Thanks for all the useful information. I have taken to using the virtual console to finishing my upgrades, so I think we are using the same workflow, now.
I’m surprised to hear this about TMUX. I switched to TMUX from Screen a long time ago, but didn’t know this. I don’t understand this because I start my upgrades with dnf --downloadonly in a tmux session, then I logout of X, then switch to VC, then reattach to tmux and run dnf upgrade to “resume” the upgrade before rebooting. I don’t understand the relationship between the X session and TMUX to interpret why what you say can happen would happen. Clearly, TMUX is a descendant of X and GDM, but so is screen. Does it have to do with cgroups? Does screen ignore HUP and TMUX doesn’t? Strange.
In any case, I had a new experience that makes me even more disappointed. My system booted into emergency mode/single, recently and I think the only problem was that it wanted me to do a manual fsck. So, I did that, it wasn’t anything too serious. But, afterward, I decided to do a DNF upgrade since I was already in single mode, and that was one workflow I was considering. Well, even that is not safe. During the DNF upgrade, something tripped systemd, or possibly anaconda, directly, to start GDM. I don’t know what or why because as soon as it started, which I didn’t realize immediately, I lost all access to the console (VC1), and the output from DNF. I waited a bit, as it seemed like dnf was still performing the update, and I think that was right, because, after I rebooted, I checked and it seemed like DNF had installed the rest of the updates; it was about half way through when I lost track of it.
So, WTF? I get the feeling that the process is even more fragile than we can anticipate. The system cannot get any more quiescent than single mode, so, it’s not that the update caused a crash or something failed during the update. But, the update actually tripped some trigger that caused systemd to start more services. So, then someone needs to sit down, figure out what the dependencies are, and make a systemd target with those services so we don’t have to flounder around trying to guess the safest workflow.
I’m looking for the DNF, command-line equivalent of GNOME software off-line updates. package-kit knows how to orchestrate this, obviously. So, why isn’t something like this documented and recommended by RedHat and Fedora maintainers? Just seems like something that is really valuable to have and I don’t understand why, after 20 years, it isn’t a standard thing.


## Brief
Could you copy every line of the data that contains "border"?

## Data for this task
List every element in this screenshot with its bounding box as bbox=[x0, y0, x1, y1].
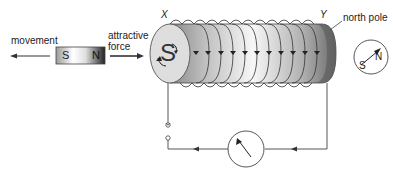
compass-south-label: S bbox=[359, 60, 366, 71]
north-pole-pointer bbox=[330, 21, 342, 30]
movement-arrow bbox=[10, 54, 50, 59]
magnet-north-label: N bbox=[92, 50, 100, 61]
galvanometer bbox=[228, 131, 264, 167]
coil-pole-letter: S bbox=[160, 40, 176, 66]
end-x-label: X bbox=[161, 9, 168, 20]
movement-label: movement bbox=[11, 35, 58, 46]
solenoid-coil bbox=[170, 20, 336, 87]
attractive-label: attractive bbox=[108, 30, 149, 41]
switch bbox=[166, 123, 170, 140]
magnet-south-label: S bbox=[62, 50, 69, 61]
electromagnetic-induction-diagram bbox=[0, 0, 393, 177]
end-y-label: Y bbox=[320, 9, 327, 20]
compass-north-label: N bbox=[375, 51, 382, 62]
north-pole-label: north pole bbox=[343, 12, 387, 23]
force-label: force bbox=[108, 41, 130, 52]
attractive-force-arrow bbox=[110, 53, 144, 59]
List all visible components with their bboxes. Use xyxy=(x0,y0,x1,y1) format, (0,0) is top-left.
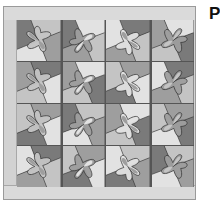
pinwheel-star-icon xyxy=(62,20,106,61)
pinwheel-star-icon xyxy=(151,104,195,145)
quilt-block xyxy=(62,20,106,61)
pinwheel-star-icon xyxy=(106,146,150,187)
quilt-border-bottom xyxy=(4,185,195,199)
pinwheel-star-icon xyxy=(17,62,61,103)
pinwheel-star-icon xyxy=(106,104,150,145)
quilt-block xyxy=(62,104,106,145)
pinwheel-star-icon xyxy=(17,20,61,61)
quilt-block-grid xyxy=(17,20,194,187)
quilt-block xyxy=(106,104,150,145)
quilt-block xyxy=(62,62,106,103)
quilt-block xyxy=(106,146,150,187)
pinwheel-star-icon xyxy=(17,146,61,187)
pinwheel-star-icon xyxy=(62,62,106,103)
quilt-block xyxy=(17,104,61,145)
pinwheel-star-icon xyxy=(151,146,195,187)
quilt-block xyxy=(106,20,150,61)
quilt-block xyxy=(17,20,61,61)
pinwheel-star-icon xyxy=(62,104,106,145)
quilt-block xyxy=(17,146,61,187)
pinwheel-star-icon xyxy=(151,20,195,61)
quilt-block xyxy=(106,62,150,103)
quilt xyxy=(3,6,196,200)
pinwheel-star-icon xyxy=(106,20,150,61)
pinwheel-star-icon xyxy=(106,62,150,103)
quilt-border-top xyxy=(4,7,195,21)
page-label: P xyxy=(209,4,220,24)
pinwheel-star-icon xyxy=(151,62,195,103)
quilt-block xyxy=(151,62,195,103)
quilt-block xyxy=(151,20,195,61)
quilt-block xyxy=(151,104,195,145)
quilt-block xyxy=(62,146,106,187)
quilt-block xyxy=(17,62,61,103)
quilt-block xyxy=(151,146,195,187)
pinwheel-star-icon xyxy=(17,104,61,145)
pinwheel-star-icon xyxy=(62,146,106,187)
quilt-border-left xyxy=(4,20,17,186)
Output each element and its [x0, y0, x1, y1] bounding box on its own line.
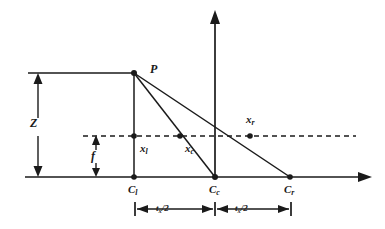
label-focal-f: f [91, 150, 95, 162]
label-baseline-left-tail: /2 [162, 203, 169, 213]
node-image-x-left [131, 133, 137, 139]
vertical-axis-arrowhead [210, 10, 220, 24]
label-baseline-right-tail: /2 [241, 203, 248, 213]
label-camera-left-subscript: l [135, 188, 137, 197]
label-baseline-right: tx/2 [235, 204, 248, 214]
node-camera-right [287, 174, 293, 180]
figure-container: P Z f xl xc xr Cl Cc Cr tx/2 tx/2 [0, 0, 385, 229]
label-image-x-left-subscript: l [146, 147, 148, 156]
vertical-axis [210, 10, 220, 177]
node-camera-center [212, 174, 218, 180]
label-image-x-center: xc [185, 143, 194, 156]
node-camera-left [131, 174, 137, 180]
label-baseline-left: tx/2 [156, 204, 169, 214]
node-image-x-right [247, 133, 253, 139]
label-camera-left: Cl [128, 184, 138, 197]
ray-p-to-right-camera [134, 73, 290, 177]
node-image-x-center [177, 133, 183, 139]
label-camera-center: Cc [209, 184, 220, 197]
label-depth-z: Z [30, 117, 37, 129]
label-camera-center-subscript: c [216, 188, 220, 197]
label-camera-right-subscript: r [291, 188, 294, 197]
label-image-x-left: xl [140, 143, 148, 156]
dimension-baseline-right [217, 202, 291, 216]
horizontal-axis-arrowhead [358, 172, 372, 182]
diagram-canvas [0, 0, 385, 229]
horizontal-axis [25, 172, 372, 182]
label-image-x-right: xr [246, 114, 255, 127]
label-image-x-center-subscript: c [191, 147, 195, 156]
label-camera-right: Cr [284, 184, 294, 197]
label-image-x-right-subscript: r [252, 118, 255, 127]
label-point-p: P [150, 63, 157, 75]
ray-p-to-center-camera [134, 73, 215, 177]
node-point-p [131, 70, 137, 76]
dimension-baseline-left [135, 202, 215, 216]
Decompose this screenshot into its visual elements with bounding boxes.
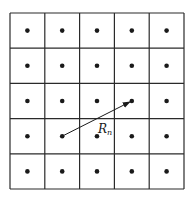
lattice-point — [164, 64, 169, 69]
lattice-point — [60, 99, 65, 104]
lattice-point — [25, 169, 30, 174]
lattice-points — [25, 28, 169, 173]
vector-label-main: R — [97, 122, 107, 136]
lattice-point — [95, 99, 100, 104]
lattice-point — [130, 28, 135, 33]
lattice-point — [164, 99, 169, 104]
lattice-point — [60, 28, 65, 33]
lattice-point — [130, 134, 135, 139]
lattice-point — [130, 99, 135, 104]
lattice-point — [95, 28, 100, 33]
lattice-diagram: Rn — [0, 0, 192, 198]
lattice-point — [130, 169, 135, 174]
lattice-point — [164, 169, 169, 174]
lattice-point — [164, 134, 169, 139]
vector-label: Rn — [97, 122, 112, 137]
lattice-point — [25, 99, 30, 104]
lattice-point — [25, 134, 30, 139]
lattice-point — [95, 64, 100, 69]
lattice-point — [164, 28, 169, 33]
lattice-point — [95, 169, 100, 174]
vector-label-subscript: n — [107, 128, 112, 137]
lattice-point — [60, 64, 65, 69]
lattice-point — [25, 64, 30, 69]
lattice-point — [60, 169, 65, 174]
lattice-point — [25, 28, 30, 33]
lattice-point — [130, 64, 135, 69]
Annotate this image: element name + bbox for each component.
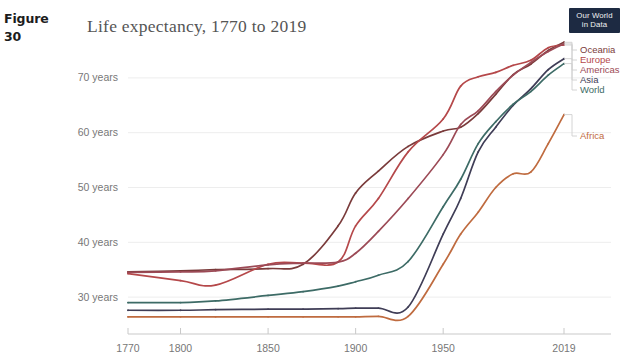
data-point xyxy=(460,198,462,200)
x-tick-label: 1850 xyxy=(256,342,280,354)
data-point xyxy=(407,145,409,147)
data-point xyxy=(215,284,217,286)
series-line-world[interactable] xyxy=(128,64,564,303)
x-tick-label: 1950 xyxy=(432,342,456,354)
data-point xyxy=(355,252,357,254)
data-point xyxy=(355,316,357,318)
data-point xyxy=(302,291,304,293)
data-point xyxy=(267,316,269,318)
data-point xyxy=(530,59,532,61)
figure-number: 30 xyxy=(4,28,66,46)
data-point xyxy=(127,302,129,304)
data-point xyxy=(215,309,217,311)
data-point xyxy=(477,151,479,153)
legend-connector-world xyxy=(564,64,577,90)
data-point xyxy=(495,121,497,123)
data-series xyxy=(127,41,565,320)
data-point xyxy=(547,69,549,71)
data-point xyxy=(180,271,182,273)
legend-connector-europe xyxy=(564,45,577,60)
data-point xyxy=(547,47,549,49)
data-point xyxy=(377,230,379,232)
x-axis xyxy=(128,328,611,334)
data-point xyxy=(302,262,304,264)
data-point xyxy=(377,315,379,317)
data-point xyxy=(180,316,182,318)
data-point xyxy=(495,72,497,74)
data-point xyxy=(512,74,514,76)
series-line-asia[interactable] xyxy=(128,59,564,313)
data-point xyxy=(377,198,379,200)
data-point xyxy=(477,76,479,78)
series-line-europe[interactable] xyxy=(128,45,564,286)
data-point xyxy=(442,154,444,156)
data-point xyxy=(530,88,532,90)
figure-caption: Figure 30 xyxy=(4,10,66,46)
data-point xyxy=(377,170,379,172)
legend-item-world[interactable]: World xyxy=(580,84,605,95)
data-point xyxy=(495,93,497,95)
chart-card: Life expectancy, 1770 to 2019 Our World … xyxy=(66,0,624,363)
data-point xyxy=(180,280,182,282)
data-point xyxy=(512,173,514,175)
data-point xyxy=(477,211,479,213)
legend-connector-americas xyxy=(564,44,577,70)
data-point xyxy=(442,263,444,265)
data-point xyxy=(302,316,304,318)
data-point xyxy=(407,315,409,317)
data-point xyxy=(267,295,269,297)
data-point xyxy=(337,308,339,310)
data-point xyxy=(407,198,409,200)
legend-connector-asia xyxy=(564,59,577,80)
figure-caption-word: Figure xyxy=(4,11,49,26)
y-tick-label: 70 years xyxy=(78,71,118,83)
data-point xyxy=(460,233,462,235)
data-point xyxy=(180,309,182,311)
data-point xyxy=(215,270,217,272)
data-point xyxy=(215,300,217,302)
data-point xyxy=(407,151,409,153)
data-point xyxy=(530,62,532,64)
data-point xyxy=(355,192,357,194)
x-tick-label: 1800 xyxy=(169,342,193,354)
data-point xyxy=(337,261,339,263)
data-point xyxy=(495,187,497,189)
data-point xyxy=(180,302,182,304)
data-point xyxy=(442,118,444,120)
series-line-africa[interactable] xyxy=(128,115,564,321)
data-point xyxy=(495,91,497,93)
y-tick-label: 60 years xyxy=(78,126,118,138)
data-point xyxy=(337,285,339,287)
data-point xyxy=(355,225,357,227)
data-point xyxy=(547,74,549,76)
data-point xyxy=(547,51,549,53)
series-line-oceania[interactable] xyxy=(128,42,564,272)
legend-item-africa[interactable]: Africa xyxy=(580,130,605,141)
y-axis-tick-labels: 30 years40 years50 years60 years70 years xyxy=(78,71,118,302)
data-point xyxy=(407,306,409,308)
data-point xyxy=(512,64,514,66)
data-point xyxy=(302,308,304,310)
data-point xyxy=(477,113,479,115)
line-chart-plot: 30 years40 years50 years60 years70 years… xyxy=(66,0,624,363)
data-point xyxy=(267,264,269,266)
data-point xyxy=(127,316,129,318)
data-point xyxy=(512,103,514,105)
data-point xyxy=(547,143,549,145)
y-tick-label: 40 years xyxy=(78,236,118,248)
chart-legend[interactable]: OceaniaEuropeAmericasAsiaWorldAfrica xyxy=(564,42,620,141)
data-point xyxy=(377,274,379,276)
data-point xyxy=(127,272,129,274)
x-tick-label: 1900 xyxy=(344,342,368,354)
data-point xyxy=(460,124,462,126)
data-point xyxy=(530,91,532,93)
data-point xyxy=(355,281,357,283)
data-point xyxy=(267,268,269,270)
data-point xyxy=(407,261,409,263)
data-point xyxy=(477,110,479,112)
data-point xyxy=(127,309,129,311)
data-point xyxy=(495,126,497,128)
data-point xyxy=(530,171,532,173)
data-point xyxy=(477,143,479,145)
data-point xyxy=(442,130,444,132)
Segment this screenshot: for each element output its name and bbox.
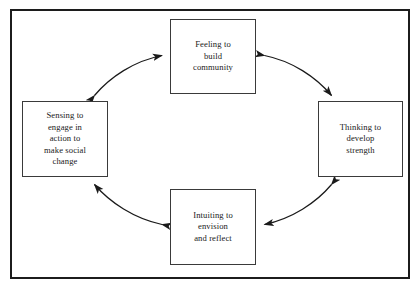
node-thinking[interactable]: Thinking to develop strength xyxy=(318,101,403,177)
diagram-canvas: Feeling to build community Thinking to d… xyxy=(0,0,420,291)
node-thinking-label: Thinking to develop strength xyxy=(336,122,385,156)
node-feeling[interactable]: Feeling to build community xyxy=(170,19,256,94)
node-feeling-label: Feeling to build community xyxy=(189,39,237,73)
connector-feeling-thinking xyxy=(265,56,332,96)
connector-intuiting-sensing xyxy=(95,185,163,225)
node-sensing-label: Sensing to engage in action to make soci… xyxy=(40,110,90,167)
node-intuiting-label: Intuiting to envision and reflect xyxy=(189,210,237,244)
connector-thinking-intuiting xyxy=(265,185,332,225)
connector-sensing-feeling xyxy=(95,56,163,96)
node-sensing[interactable]: Sensing to engage in action to make soci… xyxy=(22,101,108,177)
node-intuiting[interactable]: Intuiting to envision and reflect xyxy=(170,189,256,265)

## Result below
quilt-border-bottom xyxy=(4,185,195,199)
quilt-border-top xyxy=(4,7,195,21)
quilt-border-left xyxy=(4,20,17,186)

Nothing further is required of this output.